THULANI MASHIANE
Remember the days when information was only available in libraries, in sections of countless books divided by subject or in articles in old yellowed newspapers and magazines? It was probably worth the trouble if you still remember that without having to Google it.
In 2013 the UN predicted that 40% of the global population would be using the Internet by the beginning of this year. The Internet has become the quickest and most convenient way to access information. There are thousands of online searching platforms, known as search engines, that allow users to search for specific information, creating a giant digital library. Google has grown from a search engine to a study partner, philosopher, counsellor, doctor and memory bank. In 2011, Internet research company comScore Data Mine reported Google to be the first web property to reach over a billion unique visitors globally.
The Daily Mail reported that, “Our reliance on Google for fact-checking and finding basic information has made us forgetful. The Daily Mail quoted research that found that individuals viewed search engines as extensions of their own intelligence. It also found that individuals quickly forgot information they searched for online but were more likely to remember the information if they believed that it had been deleted from the Internet.
Research conducted by Harvard University echoes this. Students who answered a series of trivia questions with the help of Google were more confident in their intelligence than students who answered the questions without the use of the Internet. The researchers concluded that, “Using Google gives people the sense that the Internet has become part of their own cognitive tool set.”
Harvard psychologists Adrian Ward and Daniel Wegner warn in the Scientific American journal, that people are less likely to recall memories and facts if they are stored on the Internet. “Our work suggests that we treat the Internet much like a human transactive memory partner (a person we share personal details with). We offload memories to ‘the cloud’ just as readily as we would to a family member, friend or lover.”
Ward and Wegner add that because the Internet has a vast amount of information available and can produce it more accurately at a quicker rate than most people’s memory, it can “undermine the impulse to ensure that some important, just learned facts get inscribed into our biological memory banks. We call this the Google effect”. They give the example of the 2013 movie Her, in which actor Joaquin Phoenix plays an introvert writer facing social difficulties who finds a computer with an advanced operating system and artificial intelligence which he treats as a “human transactive memory partner”.
In an interview with Newsweek, one of Google’s founders Sergey Brin said, “Certainly if you had all the world’s information directly attached to your brain, or an artificial brain that was smarter than your brain, you’d be better off.”
The effect of the digital age and its continual change always creates scholarly reaction and debate, whether negative or positive. And The Atlantic debates, “Just as there’s a tendency to glorify technological progress, there’s a countertendency to expect the worst of every new tool or machine.”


Activity -
Only the pictures are to be left out, and the rest of the entries should be reproduced exactly.

Stored items -
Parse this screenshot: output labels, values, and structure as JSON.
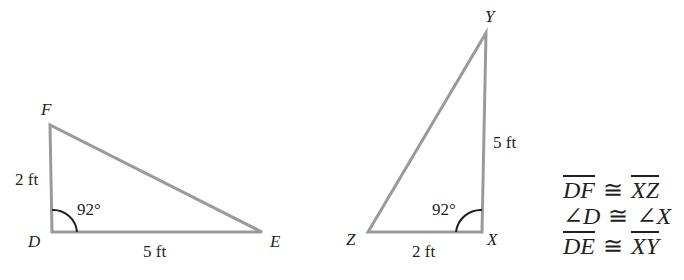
{
  "triangle_def": {
    "vertices": {
      "D": "D",
      "E": "E",
      "F": "F"
    },
    "side_df": "2 ft",
    "side_de": "5 ft",
    "angle_d": "92°"
  },
  "triangle_xyz": {
    "vertices": {
      "X": "X",
      "Y": "Y",
      "Z": "Z"
    },
    "side_xy": "5 ft",
    "side_zx": "2 ft",
    "angle_x": "92°"
  },
  "statements": [
    {
      "left": "DF",
      "symbol": "≅",
      "right": "XZ",
      "kind": "segment"
    },
    {
      "left": "∠D",
      "symbol": "≅",
      "right": "∠X",
      "kind": "angle"
    },
    {
      "left": "DE",
      "symbol": "≅",
      "right": "XY",
      "kind": "segment"
    }
  ],
  "colors": {
    "stroke": "#9a9a9a",
    "text": "#231f20"
  }
}
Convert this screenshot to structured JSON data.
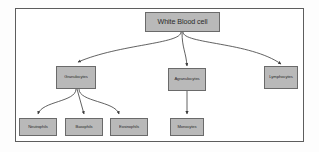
{
  "diagram": {
    "frame": {
      "stroke": "#5d5d5d",
      "background": "#ffffff"
    },
    "node_style": {
      "fill": "#b9b9b9",
      "stroke": "#6a6a6a",
      "text_color": "#2b2b2b"
    },
    "edge_style": {
      "stroke": "#3a3a3a",
      "arrowhead": "filled-triangle"
    },
    "nodes": [
      {
        "id": "wbc",
        "label": "White Blood cell",
        "level": 1
      },
      {
        "id": "granulocytes",
        "label": "Granulocytes",
        "level": 2
      },
      {
        "id": "agranulocytes",
        "label": "Agranulocytes",
        "level": 2
      },
      {
        "id": "lymphocytes",
        "label": "Lymphocytes",
        "level": 2
      },
      {
        "id": "neutrophils",
        "label": "Neutrophils",
        "level": 3
      },
      {
        "id": "basophils",
        "label": "Basophils",
        "level": 3
      },
      {
        "id": "eosinophils",
        "label": "Eosinophils",
        "level": 3
      },
      {
        "id": "monocytes",
        "label": "Monocytes",
        "level": 3
      }
    ],
    "edges": [
      {
        "from": "wbc",
        "to": "granulocytes"
      },
      {
        "from": "wbc",
        "to": "agranulocytes"
      },
      {
        "from": "wbc",
        "to": "lymphocytes"
      },
      {
        "from": "granulocytes",
        "to": "neutrophils"
      },
      {
        "from": "granulocytes",
        "to": "basophils"
      },
      {
        "from": "granulocytes",
        "to": "eosinophils"
      },
      {
        "from": "agranulocytes",
        "to": "monocytes"
      }
    ]
  }
}
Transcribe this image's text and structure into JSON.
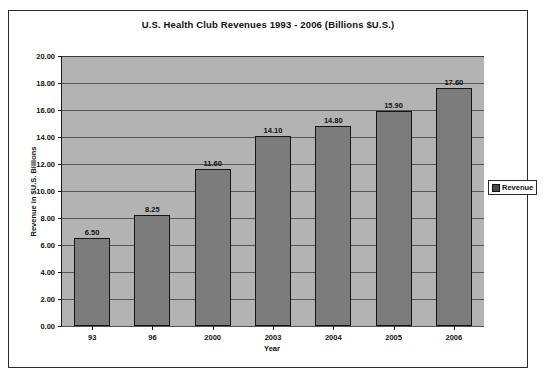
{
  "chart_data": {
    "type": "bar",
    "title": "U.S. Health Club Revenues 1993 - 2006 (Billions $U.S.)",
    "xlabel": "Year",
    "ylabel": "Revenue in $U.S. Billions",
    "categories": [
      "93",
      "96",
      "2000",
      "2003",
      "2004",
      "2005",
      "2006"
    ],
    "values": [
      6.5,
      8.25,
      11.6,
      14.1,
      14.8,
      15.9,
      17.6
    ],
    "value_labels": [
      "6.50",
      "8.25",
      "11.60",
      "14.10",
      "14.80",
      "15.90",
      "17.60"
    ],
    "series": [
      {
        "name": "Revenue",
        "values": [
          6.5,
          8.25,
          11.6,
          14.1,
          14.8,
          15.9,
          17.6
        ]
      }
    ],
    "ylim": [
      0,
      20
    ],
    "ytick_step": 2,
    "ytick_labels": [
      "0.00",
      "2.00",
      "4.00",
      "6.00",
      "8.00",
      "10.00",
      "12.00",
      "14.00",
      "16.00",
      "18.00",
      "20.00"
    ],
    "grid": true,
    "legend": {
      "position": "right",
      "entries": [
        "Revenue"
      ]
    },
    "colors": {
      "bar_fill": "#7c7c7c",
      "bar_border": "#141414",
      "plot_background": "#b3b3b3",
      "frame_border": "#2b2b2b",
      "text": "#111111",
      "gridline": "#555555",
      "legend_swatch": "#4a4a4a"
    }
  }
}
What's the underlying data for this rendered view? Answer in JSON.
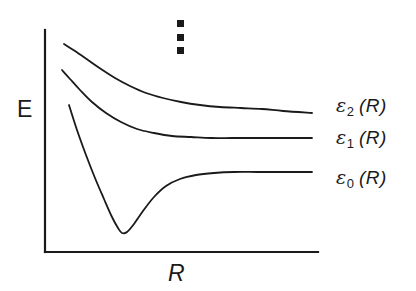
{
  "figure": {
    "background_color": "#ffffff",
    "ink_color": "#1a1a1a"
  },
  "axes": {
    "y_label": "E",
    "x_label": "R",
    "y_axis": {
      "x": 45,
      "y_top": 30,
      "y_bottom": 252
    },
    "x_axis": {
      "y": 252,
      "x_left": 45,
      "x_right": 318
    },
    "ticks": [],
    "grid": false
  },
  "annotations": {
    "vertical_ellipsis": {
      "name": "vertical-ellipsis",
      "dot_count": 3,
      "dot_shape": "square",
      "x": 180,
      "y_top": 22,
      "y_bottom": 52
    }
  },
  "curve_labels": [
    {
      "symbol": "ε",
      "subscript": "2",
      "argument": "(R)",
      "x": 336,
      "y": 96
    },
    {
      "symbol": "ε",
      "subscript": "1",
      "argument": "(R)",
      "x": 336,
      "y": 128
    },
    {
      "symbol": "ε",
      "subscript": "0",
      "argument": "(R)",
      "x": 336,
      "y": 168
    }
  ],
  "chart_data": {
    "type": "line",
    "title": "",
    "subtitle": "",
    "xlabel": "R",
    "ylabel": "E",
    "xlim": [
      45,
      318
    ],
    "ylim": [
      252,
      30
    ],
    "grid": false,
    "legend_position": "right-of-curves",
    "axis_tick_labels": {
      "x": [],
      "y": []
    },
    "note": "Schematic Born-Oppenheimer adiabatic potential energy curves; pixel coordinates, y increases downward.",
    "series": [
      {
        "name": "ε2(R)",
        "label": "ε_2 (R)",
        "color": "#1a1a1a",
        "points": [
          [
            64,
            44
          ],
          [
            75,
            51
          ],
          [
            88,
            60
          ],
          [
            101,
            69
          ],
          [
            115,
            78
          ],
          [
            130,
            86
          ],
          [
            146,
            93
          ],
          [
            163,
            98
          ],
          [
            181,
            102
          ],
          [
            200,
            105
          ],
          [
            220,
            107
          ],
          [
            241,
            108
          ],
          [
            262,
            109
          ],
          [
            283,
            111
          ],
          [
            312,
            113
          ]
        ]
      },
      {
        "name": "ε1(R)",
        "label": "ε_1 (R)",
        "color": "#1a1a1a",
        "points": [
          [
            62,
            70
          ],
          [
            70,
            79
          ],
          [
            80,
            90
          ],
          [
            92,
            102
          ],
          [
            106,
            113
          ],
          [
            121,
            122
          ],
          [
            137,
            129
          ],
          [
            154,
            133
          ],
          [
            172,
            136
          ],
          [
            191,
            137
          ],
          [
            211,
            138
          ],
          [
            232,
            138
          ],
          [
            254,
            138
          ],
          [
            278,
            138
          ],
          [
            312,
            138
          ]
        ]
      },
      {
        "name": "ε0(R)",
        "label": "ε_0 (R)",
        "color": "#1a1a1a",
        "points": [
          [
            69,
            105
          ],
          [
            77,
            130
          ],
          [
            86,
            155
          ],
          [
            95,
            178
          ],
          [
            104,
            199
          ],
          [
            112,
            217
          ],
          [
            118,
            228
          ],
          [
            122,
            233
          ],
          [
            127,
            232
          ],
          [
            134,
            224
          ],
          [
            143,
            211
          ],
          [
            154,
            197
          ],
          [
            166,
            186
          ],
          [
            180,
            179
          ],
          [
            196,
            175
          ],
          [
            214,
            173
          ],
          [
            234,
            172
          ],
          [
            258,
            172
          ],
          [
            285,
            172
          ],
          [
            312,
            172
          ]
        ]
      }
    ]
  }
}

Reply to the exercise -
Parse this screenshot: output labels, values, and structure as JSON.
{
  "triangle_def": {
    "vertices": {
      "D": "D",
      "E": "E",
      "F": "F"
    },
    "side_df": "2 ft",
    "side_de": "5 ft",
    "angle_d": "92°"
  },
  "triangle_xyz": {
    "vertices": {
      "X": "X",
      "Y": "Y",
      "Z": "Z"
    },
    "side_xy": "5 ft",
    "side_zx": "2 ft",
    "angle_x": "92°"
  },
  "statements": [
    {
      "left": "DF",
      "symbol": "≅",
      "right": "XZ",
      "kind": "segment"
    },
    {
      "left": "∠D",
      "symbol": "≅",
      "right": "∠X",
      "kind": "angle"
    },
    {
      "left": "DE",
      "symbol": "≅",
      "right": "XY",
      "kind": "segment"
    }
  ],
  "colors": {
    "stroke": "#9a9a9a",
    "text": "#231f20"
  }
}
Convert this screenshot to structured JSON data.
{
  "diagram": {
    "frame": {
      "stroke": "#5d5d5d",
      "background": "#ffffff"
    },
    "node_style": {
      "fill": "#b9b9b9",
      "stroke": "#6a6a6a",
      "text_color": "#2b2b2b"
    },
    "edge_style": {
      "stroke": "#3a3a3a",
      "arrowhead": "filled-triangle"
    },
    "nodes": [
      {
        "id": "wbc",
        "label": "White Blood cell",
        "level": 1
      },
      {
        "id": "granulocytes",
        "label": "Granulocytes",
        "level": 2
      },
      {
        "id": "agranulocytes",
        "label": "Agranulocytes",
        "level": 2
      },
      {
        "id": "lymphocytes",
        "label": "Lymphocytes",
        "level": 2
      },
      {
        "id": "neutrophils",
        "label": "Neutrophils",
        "level": 3
      },
      {
        "id": "basophils",
        "label": "Basophils",
        "level": 3
      },
      {
        "id": "eosinophils",
        "label": "Eosinophils",
        "level": 3
      },
      {
        "id": "monocytes",
        "label": "Monocytes",
        "level": 3
      }
    ],
    "edges": [
      {
        "from": "wbc",
        "to": "granulocytes"
      },
      {
        "from": "wbc",
        "to": "agranulocytes"
      },
      {
        "from": "wbc",
        "to": "lymphocytes"
      },
      {
        "from": "granulocytes",
        "to": "neutrophils"
      },
      {
        "from": "granulocytes",
        "to": "basophils"
      },
      {
        "from": "granulocytes",
        "to": "eosinophils"
      },
      {
        "from": "agranulocytes",
        "to": "monocytes"
      }
    ]
  }
}
Transcribe this image's text and structure into JSON.
{
  "chart_data": {
    "type": "bar",
    "title": "U.S. Health Club Revenues 1993 - 2006 (Billions $U.S.)",
    "xlabel": "Year",
    "ylabel": "Revenue in $U.S. Billions",
    "categories": [
      "93",
      "96",
      "2000",
      "2003",
      "2004",
      "2005",
      "2006"
    ],
    "values": [
      6.5,
      8.25,
      11.6,
      14.1,
      14.8,
      15.9,
      17.6
    ],
    "value_labels": [
      "6.50",
      "8.25",
      "11.60",
      "14.10",
      "14.80",
      "15.90",
      "17.60"
    ],
    "series": [
      {
        "name": "Revenue",
        "values": [
          6.5,
          8.25,
          11.6,
          14.1,
          14.8,
          15.9,
          17.6
        ]
      }
    ],
    "ylim": [
      0,
      20
    ],
    "ytick_step": 2,
    "ytick_labels": [
      "0.00",
      "2.00",
      "4.00",
      "6.00",
      "8.00",
      "10.00",
      "12.00",
      "14.00",
      "16.00",
      "18.00",
      "20.00"
    ],
    "grid": true,
    "legend": {
      "position": "right",
      "entries": [
        "Revenue"
      ]
    },
    "colors": {
      "bar_fill": "#7c7c7c",
      "bar_border": "#141414",
      "plot_background": "#b3b3b3",
      "frame_border": "#2b2b2b",
      "text": "#111111",
      "gridline": "#555555",
      "legend_swatch": "#4a4a4a"
    }
  }
}
What's the underlying data for this rendered view? Answer in JSON.
{
  "figure": {
    "background_color": "#ffffff",
    "ink_color": "#1a1a1a"
  },
  "axes": {
    "y_label": "E",
    "x_label": "R",
    "y_axis": {
      "x": 45,
      "y_top": 30,
      "y_bottom": 252
    },
    "x_axis": {
      "y": 252,
      "x_left": 45,
      "x_right": 318
    },
    "ticks": [],
    "grid": false
  },
  "annotations": {
    "vertical_ellipsis": {
      "name": "vertical-ellipsis",
      "dot_count": 3,
      "dot_shape": "square",
      "x": 180,
      "y_top": 22,
      "y_bottom": 52
    }
  },
  "curve_labels": [
    {
      "symbol": "ε",
      "subscript": "2",
      "argument": "(R)",
      "x": 336,
      "y": 96
    },
    {
      "symbol": "ε",
      "subscript": "1",
      "argument": "(R)",
      "x": 336,
      "y": 128
    },
    {
      "symbol": "ε",
      "subscript": "0",
      "argument": "(R)",
      "x": 336,
      "y": 168
    }
  ],
  "chart_data": {
    "type": "line",
    "title": "",
    "subtitle": "",
    "xlabel": "R",
    "ylabel": "E",
    "xlim": [
      45,
      318
    ],
    "ylim": [
      252,
      30
    ],
    "grid": false,
    "legend_position": "right-of-curves",
    "axis_tick_labels": {
      "x": [],
      "y": []
    },
    "note": "Schematic Born-Oppenheimer adiabatic potential energy curves; pixel coordinates, y increases downward.",
    "series": [
      {
        "name": "ε2(R)",
        "label": "ε_2 (R)",
        "color": "#1a1a1a",
        "points": [
          [
            64,
            44
          ],
          [
            75,
            51
          ],
          [
            88,
            60
          ],
          [
            101,
            69
          ],
          [
            115,
            78
          ],
          [
            130,
            86
          ],
          [
            146,
            93
          ],
          [
            163,
            98
          ],
          [
            181,
            102
          ],
          [
            200,
            105
          ],
          [
            220,
            107
          ],
          [
            241,
            108
          ],
          [
            262,
            109
          ],
          [
            283,
            111
          ],
          [
            312,
            113
          ]
        ]
      },
      {
        "name": "ε1(R)",
        "label": "ε_1 (R)",
        "color": "#1a1a1a",
        "points": [
          [
            62,
            70
          ],
          [
            70,
            79
          ],
          [
            80,
            90
          ],
          [
            92,
            102
          ],
          [
            106,
            113
          ],
          [
            121,
            122
          ],
          [
            137,
            129
          ],
          [
            154,
            133
          ],
          [
            172,
            136
          ],
          [
            191,
            137
          ],
          [
            211,
            138
          ],
          [
            232,
            138
          ],
          [
            254,
            138
          ],
          [
            278,
            138
          ],
          [
            312,
            138
          ]
        ]
      },
      {
        "name": "ε0(R)",
        "label": "ε_0 (R)",
        "color": "#1a1a1a",
        "points": [
          [
            69,
            105
          ],
          [
            77,
            130
          ],
          [
            86,
            155
          ],
          [
            95,
            178
          ],
          [
            104,
            199
          ],
          [
            112,
            217
          ],
          [
            118,
            228
          ],
          [
            122,
            233
          ],
          [
            127,
            232
          ],
          [
            134,
            224
          ],
          [
            143,
            211
          ],
          [
            154,
            197
          ],
          [
            166,
            186
          ],
          [
            180,
            179
          ],
          [
            196,
            175
          ],
          [
            214,
            173
          ],
          [
            234,
            172
          ],
          [
            258,
            172
          ],
          [
            285,
            172
          ],
          [
            312,
            172
          ]
        ]
      }
    ]
  }
}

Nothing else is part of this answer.